Well-founded semantics
A semantics for logic programming From Wikipedia, the free encyclopedia
In computer science, the well-founded semantics is a three-valued semantics for logic programming, which gives a precise meaning to general logic programs.
History
The well-founded semantics was defined by Van Gelder, et al. in 1988.[1][2] The Prolog system XSB implements the well-founded semantics since 1997.[3][4]
Three-valued logic
The well-founded semantics assigns a unique model to every general logic program. However, instead of only assigning propositions true or false, it adds a third value unknown for representing ignorance.[1]
A simple example is the logic program that encodes two propositions a
and b
, and in which a
must be true whenever b
is not and vice versa:
a :- not(b).
b :- not(a).
neither a
nor b
are true or false, but both have the truth value unknown.

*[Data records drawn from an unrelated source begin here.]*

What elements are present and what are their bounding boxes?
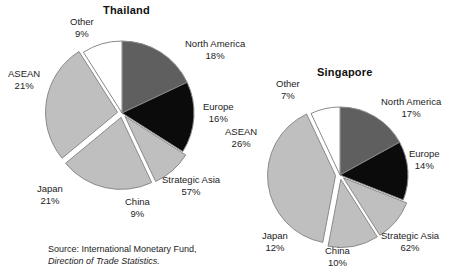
slice-label-percent: 18% bbox=[185, 50, 245, 62]
slice-label-name: Europe bbox=[409, 148, 440, 159]
slice-label-percent: 57% bbox=[162, 186, 220, 198]
slice-label-thailand-europe: Europe16% bbox=[203, 101, 234, 124]
slice-label-percent: 9% bbox=[70, 28, 94, 40]
slice-label-name: Strategic Asia bbox=[162, 174, 220, 185]
slice-label-thailand-asean: ASEAN21% bbox=[8, 68, 40, 91]
pie-singapore bbox=[268, 107, 408, 247]
slice-label-thailand-china: China9% bbox=[125, 196, 150, 219]
slice-label-percent: 17% bbox=[381, 108, 441, 120]
slice-label-percent: 26% bbox=[225, 138, 257, 150]
slice-label-name: North America bbox=[381, 96, 441, 107]
slice-label-percent: 62% bbox=[381, 242, 439, 254]
source-line-2: Direction of Trade Statistics. bbox=[48, 255, 197, 267]
slice-label-singapore-china: China10% bbox=[325, 245, 350, 268]
slice-label-percent: 9% bbox=[125, 208, 150, 220]
pie-thailand bbox=[46, 41, 194, 189]
slice-label-name: China bbox=[325, 245, 350, 256]
slice-label-name: Japan bbox=[37, 183, 63, 194]
source-note: Source: International Monetary Fund, Dir… bbox=[48, 243, 197, 267]
slice-label-name: Other bbox=[70, 16, 94, 27]
slice-label-singapore-asean: ASEAN26% bbox=[225, 126, 257, 149]
slice-label-percent: 14% bbox=[409, 160, 440, 172]
source-line-1: Source: International Monetary Fund, bbox=[48, 243, 197, 255]
chart-title-thailand: Thailand bbox=[103, 4, 150, 16]
slice-label-singapore-europe: Europe14% bbox=[409, 148, 440, 171]
slice-label-name: Other bbox=[276, 78, 300, 89]
slice-label-name: Japan bbox=[262, 230, 288, 241]
slice-label-singapore-strategic-asia: Strategic Asia62% bbox=[381, 230, 439, 253]
slice-label-name: North America bbox=[185, 38, 245, 49]
slice-label-singapore-north-america: North America17% bbox=[381, 96, 441, 119]
slice-label-percent: 16% bbox=[203, 113, 234, 125]
slice-label-percent: 7% bbox=[276, 90, 300, 102]
chart-title-singapore: Singapore bbox=[317, 66, 373, 78]
slice-label-singapore-other: Other7% bbox=[276, 78, 300, 101]
figure-canvas: Thailand Singapore North America18%Europ… bbox=[0, 0, 458, 278]
slice-label-name: ASEAN bbox=[8, 68, 40, 79]
slice-label-name: China bbox=[125, 196, 150, 207]
slice-label-percent: 21% bbox=[37, 195, 63, 207]
slice-label-percent: 21% bbox=[8, 80, 40, 92]
slice-label-name: Strategic Asia bbox=[381, 230, 439, 241]
slice-label-thailand-north-america: North America18% bbox=[185, 38, 245, 61]
slice-label-thailand-strategic-asia: Strategic Asia57% bbox=[162, 174, 220, 197]
slice-label-percent: 10% bbox=[325, 257, 350, 269]
slice-label-percent: 12% bbox=[262, 242, 288, 254]
slice-label-thailand-japan: Japan21% bbox=[37, 183, 63, 206]
slice-label-singapore-japan: Japan12% bbox=[262, 230, 288, 253]
slice-label-name: ASEAN bbox=[225, 126, 257, 137]
slice-label-name: Europe bbox=[203, 101, 234, 112]
slice-label-thailand-other: Other9% bbox=[70, 16, 94, 39]
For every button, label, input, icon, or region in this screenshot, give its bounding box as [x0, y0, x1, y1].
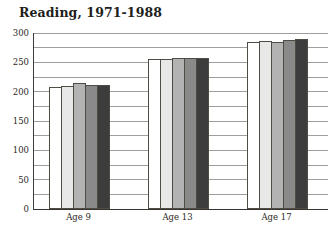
plot-area: [33, 33, 328, 210]
y-axis: 050100150200250300: [0, 33, 29, 209]
x-axis: Age 9Age 13Age 17: [33, 212, 327, 226]
x-axis-category-label-age9: Age 9: [48, 212, 109, 222]
y-axis-tick-label-50: 50: [18, 175, 29, 185]
bar-age17-1988: [295, 39, 308, 209]
y-axis-tick-label-250: 250: [13, 57, 29, 67]
y-axis-tick-label-200: 200: [13, 87, 29, 97]
bar-age13-1988: [196, 58, 209, 209]
bar-age9-1988: [97, 85, 110, 209]
bar-group-age17: [247, 33, 308, 209]
y-axis-tick-label-100: 100: [13, 145, 29, 155]
y-axis-tick-label-150: 150: [13, 116, 29, 126]
chart-title: Reading, 1971-1988: [19, 5, 162, 20]
bar-group-age13: [148, 33, 209, 209]
x-axis-category-label-age13: Age 13: [147, 212, 208, 222]
reading-trends-bar-chart: Reading, 1971-1988 050100150200250300 Ag…: [0, 0, 336, 245]
y-axis-tick-label-0: 0: [24, 204, 29, 214]
x-axis-category-label-age17: Age 17: [246, 212, 307, 222]
bar-group-age9: [49, 33, 110, 209]
y-axis-tick-label-300: 300: [13, 28, 29, 38]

In the two-valued stable model semantics, there are two stable models, one in which a
is true and b
is false, and one in which b
is true and a
is false.
Stratified logic programs have a 2-valued well-founded model, in which every proposition is either true or false. This coincides with the unique stable model of the program. The well-founded semantics can be viewed as a three-valued version of the stable model semantics.[5]
Complexity
In 1989, Van Gelder suggested an algorithm to compute the well-founded semantics of a propositional logic program whose time complexity is quadratic in the size of the program.[6] As of 2001[update], no general subquadratic algorithm for the problem was known.[7]